Naval Aviation Centennial: One Astronaut, A Future Astronaut and Reaching for New Heights
Forty-nine years ago – within one day of each other, one astronaut headed for orbit as America’s first to circle the Earth and a future astronaut opened a series of record attempts in the McDonell F4H Phantom:
Images Courtesy Rex Features & NASA
20 Feb 1962: Lieutenant Colonel John H. Glenn. USMC, in Mercury spacecraft Friendship 7, was launched from Cape Canaveral by an Atlas rocket. His three turns about the earth were the first U.S. manned orbital flights. He was recovered some 166 miles east of Grand Turk Island in the Bahamas by the destroyer Noa (DD 841) and then delivered by helicopter to the carrier Randolph.
F4H-1 Phantom (BuNo 149449) Image Courtesy Boeing Co.
21 Feb 1962: The F4H-1 Phantom II established new world records for climb to 3,000 and 6,000 meters with times of 34.52 and 48.78 seconds. Lieutenant Commander J. W. Young and Commander D. M. Longton piloted the plane on its respective record flights at NAS Brunswick, Maine.
Glenn completed three orbits reaching a maximum altitude (apogee) of approximately 162 statute miles and an orbital velocity of approximately 17,500 miles per hour. Glenn would later go on to be the only Mercury astronaut to fly on the Shuttle (Discovery/STS-95).
LCDR John W. Young, wrapping up his assignment to the Naval Air Test Center, went on to set another time-to-climb record flying out of Point Mugu reached an altitude of 3000 meters (9843 feet) in 34.523 seconds. Three more time-to-climb records were set at NAS Brunswick on 3 Apr 62, reaching an altitude of 25,000 meters (82,021 feet) in 230.440 seconds. Young was selected as part of the second cohort of astronauts later in 1962 (while MO in VF-143) and went on to be the first person to fly 6 times in space – Gemini 3 (first flight of the Gemini spacecraft), Gemini 10, Apollo 10 (CM pilot), Apollo 16 (CDR), STS-1 (Columbia’s and the Shuttle’s first flight) and STS-9 (first Spacelab flight).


Repeat the listing that follows exactly, please.

Source data:
————

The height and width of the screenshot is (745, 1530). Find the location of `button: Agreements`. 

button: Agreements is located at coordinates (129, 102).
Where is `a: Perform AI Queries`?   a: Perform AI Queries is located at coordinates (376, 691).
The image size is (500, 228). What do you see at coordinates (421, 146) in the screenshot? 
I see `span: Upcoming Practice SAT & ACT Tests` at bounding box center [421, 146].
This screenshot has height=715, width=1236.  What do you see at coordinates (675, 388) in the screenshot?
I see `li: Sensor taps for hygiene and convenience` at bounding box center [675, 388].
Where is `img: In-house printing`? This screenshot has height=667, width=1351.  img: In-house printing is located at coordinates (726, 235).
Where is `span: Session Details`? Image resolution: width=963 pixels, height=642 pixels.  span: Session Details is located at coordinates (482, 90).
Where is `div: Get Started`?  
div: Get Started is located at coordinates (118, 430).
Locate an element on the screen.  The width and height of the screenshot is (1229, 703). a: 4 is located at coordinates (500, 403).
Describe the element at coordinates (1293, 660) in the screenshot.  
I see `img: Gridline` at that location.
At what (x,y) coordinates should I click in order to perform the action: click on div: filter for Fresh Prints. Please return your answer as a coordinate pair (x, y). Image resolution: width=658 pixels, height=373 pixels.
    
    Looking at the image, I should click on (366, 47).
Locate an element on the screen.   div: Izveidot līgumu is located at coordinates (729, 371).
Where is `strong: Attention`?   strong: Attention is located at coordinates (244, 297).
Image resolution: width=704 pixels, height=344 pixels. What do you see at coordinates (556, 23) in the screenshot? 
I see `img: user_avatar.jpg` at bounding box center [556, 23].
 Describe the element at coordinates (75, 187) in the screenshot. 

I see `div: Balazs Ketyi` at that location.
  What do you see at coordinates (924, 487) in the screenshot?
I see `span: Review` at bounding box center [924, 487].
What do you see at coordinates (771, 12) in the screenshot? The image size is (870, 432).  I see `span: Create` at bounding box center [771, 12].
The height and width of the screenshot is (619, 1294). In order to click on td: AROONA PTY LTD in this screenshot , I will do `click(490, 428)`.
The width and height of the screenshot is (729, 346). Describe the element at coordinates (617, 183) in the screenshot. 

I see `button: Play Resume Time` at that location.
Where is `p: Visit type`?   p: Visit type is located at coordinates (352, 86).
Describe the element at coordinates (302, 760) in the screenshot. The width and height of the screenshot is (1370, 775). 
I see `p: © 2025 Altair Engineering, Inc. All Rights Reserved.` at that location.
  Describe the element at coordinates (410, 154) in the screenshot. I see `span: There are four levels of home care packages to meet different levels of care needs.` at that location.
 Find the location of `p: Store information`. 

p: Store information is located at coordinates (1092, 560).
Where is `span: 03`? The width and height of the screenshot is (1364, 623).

————

Answer:
The height and width of the screenshot is (745, 1530). Find the location of `button: Agreements`. 

button: Agreements is located at coordinates (129, 102).
Where is `a: Perform AI Queries`?   a: Perform AI Queries is located at coordinates (376, 691).
The image size is (500, 228). What do you see at coordinates (421, 146) in the screenshot? 
I see `span: Upcoming Practice SAT & ACT Tests` at bounding box center [421, 146].
This screenshot has height=715, width=1236.  What do you see at coordinates (675, 388) in the screenshot?
I see `li: Sensor taps for hygiene and convenience` at bounding box center [675, 388].
Where is `img: In-house printing`? This screenshot has height=667, width=1351.  img: In-house printing is located at coordinates (726, 235).
Where is `span: Session Details`? Image resolution: width=963 pixels, height=642 pixels.  span: Session Details is located at coordinates (482, 90).
Where is `div: Get Started`?  
div: Get Started is located at coordinates (118, 430).
Locate an element on the screen.  The width and height of the screenshot is (1229, 703). a: 4 is located at coordinates (500, 403).
Describe the element at coordinates (1293, 660) in the screenshot.  
I see `img: Gridline` at that location.
At what (x,y) coordinates should I click in order to perform the action: click on div: filter for Fresh Prints. Please return your answer as a coordinate pair (x, y). Image resolution: width=658 pixels, height=373 pixels.
    
    Looking at the image, I should click on (366, 47).
Locate an element on the screen.   div: Izveidot līgumu is located at coordinates (729, 371).
Where is `strong: Attention`?   strong: Attention is located at coordinates (244, 297).
Image resolution: width=704 pixels, height=344 pixels. What do you see at coordinates (556, 23) in the screenshot? 
I see `img: user_avatar.jpg` at bounding box center [556, 23].
 Describe the element at coordinates (75, 187) in the screenshot. 

I see `div: Balazs Ketyi` at that location.
  What do you see at coordinates (924, 487) in the screenshot?
I see `span: Review` at bounding box center [924, 487].
What do you see at coordinates (771, 12) in the screenshot? The image size is (870, 432).  I see `span: Create` at bounding box center [771, 12].
The height and width of the screenshot is (619, 1294). In order to click on td: AROONA PTY LTD in this screenshot , I will do `click(490, 428)`.
The width and height of the screenshot is (729, 346). Describe the element at coordinates (617, 183) in the screenshot. 

I see `button: Play Resume Time` at that location.
Where is `p: Visit type`?   p: Visit type is located at coordinates (352, 86).
Describe the element at coordinates (302, 760) in the screenshot. The width and height of the screenshot is (1370, 775). 
I see `p: © 2025 Altair Engineering, Inc. All Rights Reserved.` at that location.
  Describe the element at coordinates (410, 154) in the screenshot. I see `span: There are four levels of home care packages to meet different levels of care needs.` at that location.
 Find the location of `p: Store information`. 

p: Store information is located at coordinates (1092, 560).
Where is `span: 03`? The width and height of the screenshot is (1364, 623).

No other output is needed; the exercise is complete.